Migration: R2-first event storage (reduce D1 load)
Goal
Reduce D1 operations by ~95% by moving raw event storage fully to R2. Events are no longer written to the D1 events table during ingest; session aggregates are maintained on the sessions table and replay loads events exclusively from R2.
Summary of changes
| Before | After |
|---|---|
Every event: INSERT into events, UPDATE sessions, GET session, then R2 write | Events written only to R2; session aggregate update throttled (20s) |
Replay: events from R2, fallback to D1 events | Replay: events only from R2 |
Session list: LEFT JOIN events for event_count | Session list: sessions.event_count |
Analytics: events table for totals, top pages, realtime | Analytics: SUM(sessions.event_count), top pages empty (R2 later) |
Client: no session_started_at | Client: sends session_started_at (from session/start); batch 50–200, interval 20s |
Migration steps
1. Apply schema migration
Run migration 020_sessions_event_aggregates.sql to add columns to sessions:
event_count(INTEGER, default 0)page_views(INTEGER, default 0)clicks(INTEGER, default 0)max_scroll_percent(REAL, default 0)
# Local
./scripts/apply-local-migrations.sh
# Production (via your deployment pipeline)
./scripts/apply-production-migrations.sh2. Deploy Worker and tracker
- Deploy the refactored Worker (no event writes to D1; R2-only event writes; throttled session updates; replay R2-only).
- The tracker script now sends
session_started_atand uses a 20s batch interval with 50–200 events per batch. Ensure clients load the new tracker (e.g. cache-bust or versioned/tracker.js).
3. Backfill event_count (optional)
For existing sessions that already have rows in events, you can backfill sessions.event_count (and optionally page_views, clicks, max_scroll_percent) so list and analytics match historical data:
UPDATE sessions
SET
event_count = (SELECT COUNT(*) FROM events e WHERE e.session_id = sessions.session_id),
page_views = (SELECT COUNT(*) FROM events e WHERE e.session_id = sessions.session_id AND e.event_type = 'page_view'),
clicks = (SELECT COUNT(*) FROM events e WHERE e.session_id = sessions.session_id AND e.event_type = 'click'),
max_scroll_percent = (SELECT COALESCE(MAX(e.scroll_percent), 0) FROM events e WHERE e.session_id = sessions.session_id)
WHERE session_id IN (SELECT DISTINCT session_id FROM events);Run this after migration 020 and before or after deploying the new Worker. Old sessions will then show correct counts; new sessions will get counts only from the new path (R2 + throttled session updates).
4. When to drop the events table
- Do not drop until you are satisfied that:
- All traffic uses the new tracker (with
session_started_at). - Replay works for all sessions you care about from R2.
- You have no remaining reliance on the
eventstable for analytics or backfill.
- All traffic uses the new tracker (with
- After a suitable retention period (e.g. 90+ days) with no writes to
events, you can:- Stop running any backfill that reads from
events. - Optionally drop the table and indexes in a new migration (e.g.
021_drop_events_table.sql) if you want to reclaim space and simplify the schema. Keep the migration reversible (e.g. document only; actual DROP in a later migration once confirmed).
- Stop running any backfill that reads from
Rollback
- If you need to roll back the Worker to a version that writes to D1
eventsagain, do not drop theeventstable until you have permanently moved off it. - The new columns on
sessionsare additive; an old Worker will simply not set them (they remain 0 for new sessions). Replay would again use D1 fallback only if you reverted the replay code path; the refactored code has no D1 events fallback.
How the new design reduces D1 load
- No event inserts — Each event previously caused one INSERT into
events. Now: zero D1 writes for the event payload (stored only in R2). - No session read for R2 key — Previously each event or batch triggered
getSession()to readstarted_at. Now: client sendssession_started_at, so no D1 read during ingest. - Throttled session updates — Previously every event (or batch) updated
sessions(last_seen, exit_page). Now: one update per session at most every 20 seconds (or on session_end/navigation), plus aggregate deltas (event_count, page_views, clicks, max_scroll_percent). - Session list — Previously
LEFT JOIN eventsandCOUNT(events). Now: single table read usingsessions.event_count. - Replay — No fallback to
SELECT * FROM events; all event data comes from R2.
Net effect: for a session with 500 events, before you had on the order of 500+ D1 reads/writes (inserts + updates + getSession). After: a small number of throttled session updates (e.g. ~25 if 20s throttle over 500s) and zero event rows; replay and list use R2 and sessions.event_count.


> Task requirements:
Each record below needs to be retyped exactly.

START Data shown

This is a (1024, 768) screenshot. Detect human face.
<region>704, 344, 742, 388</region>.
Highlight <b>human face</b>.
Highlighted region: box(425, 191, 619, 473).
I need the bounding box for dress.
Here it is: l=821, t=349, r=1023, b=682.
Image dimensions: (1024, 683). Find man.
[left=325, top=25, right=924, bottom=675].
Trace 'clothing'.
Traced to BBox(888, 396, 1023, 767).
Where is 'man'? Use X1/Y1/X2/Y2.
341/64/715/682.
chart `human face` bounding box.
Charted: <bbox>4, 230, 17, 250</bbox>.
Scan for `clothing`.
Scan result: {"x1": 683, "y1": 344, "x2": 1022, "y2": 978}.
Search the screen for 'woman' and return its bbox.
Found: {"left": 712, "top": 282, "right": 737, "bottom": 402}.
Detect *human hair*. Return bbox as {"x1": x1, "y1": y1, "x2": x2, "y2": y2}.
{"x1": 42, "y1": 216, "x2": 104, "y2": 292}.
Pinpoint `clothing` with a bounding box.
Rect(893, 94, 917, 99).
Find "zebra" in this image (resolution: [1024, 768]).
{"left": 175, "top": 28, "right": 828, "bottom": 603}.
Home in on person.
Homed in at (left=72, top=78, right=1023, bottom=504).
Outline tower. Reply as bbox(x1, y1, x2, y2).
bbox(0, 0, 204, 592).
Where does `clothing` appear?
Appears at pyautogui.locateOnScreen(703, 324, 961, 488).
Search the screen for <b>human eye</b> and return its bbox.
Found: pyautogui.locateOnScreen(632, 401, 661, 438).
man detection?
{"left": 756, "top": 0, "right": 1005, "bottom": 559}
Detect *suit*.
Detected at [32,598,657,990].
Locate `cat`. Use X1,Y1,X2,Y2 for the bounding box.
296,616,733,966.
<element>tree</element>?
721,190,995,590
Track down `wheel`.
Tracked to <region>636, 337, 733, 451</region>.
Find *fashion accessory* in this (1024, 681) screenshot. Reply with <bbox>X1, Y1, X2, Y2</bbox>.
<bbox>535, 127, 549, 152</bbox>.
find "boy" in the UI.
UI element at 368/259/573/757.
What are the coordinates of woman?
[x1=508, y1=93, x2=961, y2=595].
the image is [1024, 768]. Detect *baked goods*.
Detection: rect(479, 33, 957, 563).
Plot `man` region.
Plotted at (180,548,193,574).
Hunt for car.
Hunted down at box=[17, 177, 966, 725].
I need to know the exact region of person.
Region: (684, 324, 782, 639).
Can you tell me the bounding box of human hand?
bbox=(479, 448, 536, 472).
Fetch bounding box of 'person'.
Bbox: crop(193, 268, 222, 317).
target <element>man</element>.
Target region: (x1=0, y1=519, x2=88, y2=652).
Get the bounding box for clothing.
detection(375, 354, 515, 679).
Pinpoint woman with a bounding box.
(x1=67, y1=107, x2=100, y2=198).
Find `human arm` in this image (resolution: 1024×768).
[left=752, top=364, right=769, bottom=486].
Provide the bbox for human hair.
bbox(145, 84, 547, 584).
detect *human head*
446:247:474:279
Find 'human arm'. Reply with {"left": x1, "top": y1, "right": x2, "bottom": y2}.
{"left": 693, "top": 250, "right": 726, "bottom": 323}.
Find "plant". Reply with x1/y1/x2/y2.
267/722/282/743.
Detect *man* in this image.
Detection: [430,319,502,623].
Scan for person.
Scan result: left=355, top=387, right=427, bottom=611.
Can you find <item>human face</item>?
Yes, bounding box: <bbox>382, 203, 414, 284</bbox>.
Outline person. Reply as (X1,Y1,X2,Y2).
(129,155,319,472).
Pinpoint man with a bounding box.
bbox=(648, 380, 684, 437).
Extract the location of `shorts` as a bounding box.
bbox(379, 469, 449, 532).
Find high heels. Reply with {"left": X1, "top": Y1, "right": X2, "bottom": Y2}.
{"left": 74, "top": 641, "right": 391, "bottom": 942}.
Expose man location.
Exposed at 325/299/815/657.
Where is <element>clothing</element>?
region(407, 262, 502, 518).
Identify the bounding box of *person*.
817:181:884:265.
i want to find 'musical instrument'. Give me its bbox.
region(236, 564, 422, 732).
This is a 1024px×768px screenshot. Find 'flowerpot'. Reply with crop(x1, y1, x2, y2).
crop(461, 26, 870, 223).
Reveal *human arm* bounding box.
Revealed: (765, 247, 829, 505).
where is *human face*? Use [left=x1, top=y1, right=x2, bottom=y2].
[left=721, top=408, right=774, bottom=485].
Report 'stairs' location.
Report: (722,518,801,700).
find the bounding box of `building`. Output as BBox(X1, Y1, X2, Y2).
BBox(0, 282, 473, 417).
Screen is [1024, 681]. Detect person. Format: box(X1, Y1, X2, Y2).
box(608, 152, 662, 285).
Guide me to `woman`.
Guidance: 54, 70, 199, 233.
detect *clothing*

END Data shown

> Answer area:
This is a (1024, 768) screenshot. Detect human face.
<region>704, 344, 742, 388</region>.
Highlight <b>human face</b>.
Highlighted region: box(425, 191, 619, 473).
I need the bounding box for dress.
Here it is: l=821, t=349, r=1023, b=682.
Image dimensions: (1024, 683). Find man.
[left=325, top=25, right=924, bottom=675].
Trace 'clothing'.
Traced to BBox(888, 396, 1023, 767).
Where is 'man'? Use X1/Y1/X2/Y2.
341/64/715/682.
chart `human face` bounding box.
Charted: <bbox>4, 230, 17, 250</bbox>.
Scan for `clothing`.
Scan result: {"x1": 683, "y1": 344, "x2": 1022, "y2": 978}.
Search the screen for 'woman' and return its bbox.
Found: {"left": 712, "top": 282, "right": 737, "bottom": 402}.
Detect *human hair*. Return bbox as {"x1": x1, "y1": y1, "x2": x2, "y2": y2}.
{"x1": 42, "y1": 216, "x2": 104, "y2": 292}.
Pinpoint `clothing` with a bounding box.
Rect(893, 94, 917, 99).
Find "zebra" in this image (resolution: [1024, 768]).
{"left": 175, "top": 28, "right": 828, "bottom": 603}.
Home in on person.
Homed in at (left=72, top=78, right=1023, bottom=504).
Outline tower. Reply as bbox(x1, y1, x2, y2).
bbox(0, 0, 204, 592).
Where does `clothing` appear?
Appears at pyautogui.locateOnScreen(703, 324, 961, 488).
Search the screen for <b>human eye</b> and return its bbox.
Found: pyautogui.locateOnScreen(632, 401, 661, 438).
man detection?
{"left": 756, "top": 0, "right": 1005, "bottom": 559}
Detect *suit*.
Detected at [32,598,657,990].
Locate `cat`. Use X1,Y1,X2,Y2 for the bounding box.
296,616,733,966.
<element>tree</element>?
721,190,995,590
Track down `wheel`.
Tracked to <region>636, 337, 733, 451</region>.
Find *fashion accessory* in this (1024, 681) screenshot. Reply with <bbox>X1, Y1, X2, Y2</bbox>.
<bbox>535, 127, 549, 152</bbox>.
find "boy" in the UI.
UI element at 368/259/573/757.
What are the coordinates of woman?
[x1=508, y1=93, x2=961, y2=595].
the image is [1024, 768]. Detect *baked goods*.
Detection: rect(479, 33, 957, 563).
Plot `man` region.
Plotted at (180,548,193,574).
Hunt for car.
Hunted down at box=[17, 177, 966, 725].
I need to know the exact region of person.
Region: (684, 324, 782, 639).
Can you tell me the bounding box of human hand?
bbox=(479, 448, 536, 472).
Fetch bounding box of 'person'.
Bbox: crop(193, 268, 222, 317).
target <element>man</element>.
Target region: (x1=0, y1=519, x2=88, y2=652).
Get the bounding box for clothing.
detection(375, 354, 515, 679).
Pinpoint woman with a bounding box.
(x1=67, y1=107, x2=100, y2=198).
Find `human arm` in this image (resolution: 1024×768).
[left=752, top=364, right=769, bottom=486].
Provide the bbox for human hair.
bbox(145, 84, 547, 584).
detect *human head*
446:247:474:279
Find 'human arm'. Reply with {"left": x1, "top": y1, "right": x2, "bottom": y2}.
{"left": 693, "top": 250, "right": 726, "bottom": 323}.
Find "plant". Reply with x1/y1/x2/y2.
267/722/282/743.
Detect *man* in this image.
Detection: [430,319,502,623].
Scan for person.
Scan result: left=355, top=387, right=427, bottom=611.
Can you find <item>human face</item>?
Yes, bounding box: <bbox>382, 203, 414, 284</bbox>.
Outline person. Reply as (X1,Y1,X2,Y2).
(129,155,319,472).
Pinpoint man with a bounding box.
bbox=(648, 380, 684, 437).
Extract the location of `shorts` as a bounding box.
bbox(379, 469, 449, 532).
Find high heels. Reply with {"left": X1, "top": Y1, "right": X2, "bottom": Y2}.
{"left": 74, "top": 641, "right": 391, "bottom": 942}.
Expose man location.
Exposed at 325/299/815/657.
Where is <element>clothing</element>?
region(407, 262, 502, 518).
Identify the bounding box of *person*.
817:181:884:265.
i want to find 'musical instrument'. Give me its bbox.
region(236, 564, 422, 732).
This is a 1024px×768px screenshot. Find 'flowerpot'. Reply with crop(x1, y1, x2, y2).
crop(461, 26, 870, 223).
Reveal *human arm* bounding box.
Revealed: (765, 247, 829, 505).
where is *human face*? Use [left=x1, top=y1, right=x2, bottom=y2].
[left=721, top=408, right=774, bottom=485].
Report 'stairs' location.
Report: (722,518,801,700).
find the bounding box of `building`. Output as BBox(X1, Y1, X2, Y2).
BBox(0, 282, 473, 417).
Screen is [1024, 681]. Detect person. Format: box(X1, Y1, X2, Y2).
box(608, 152, 662, 285).
Guide me to `woman`.
Guidance: 54, 70, 199, 233.
detect *clothing*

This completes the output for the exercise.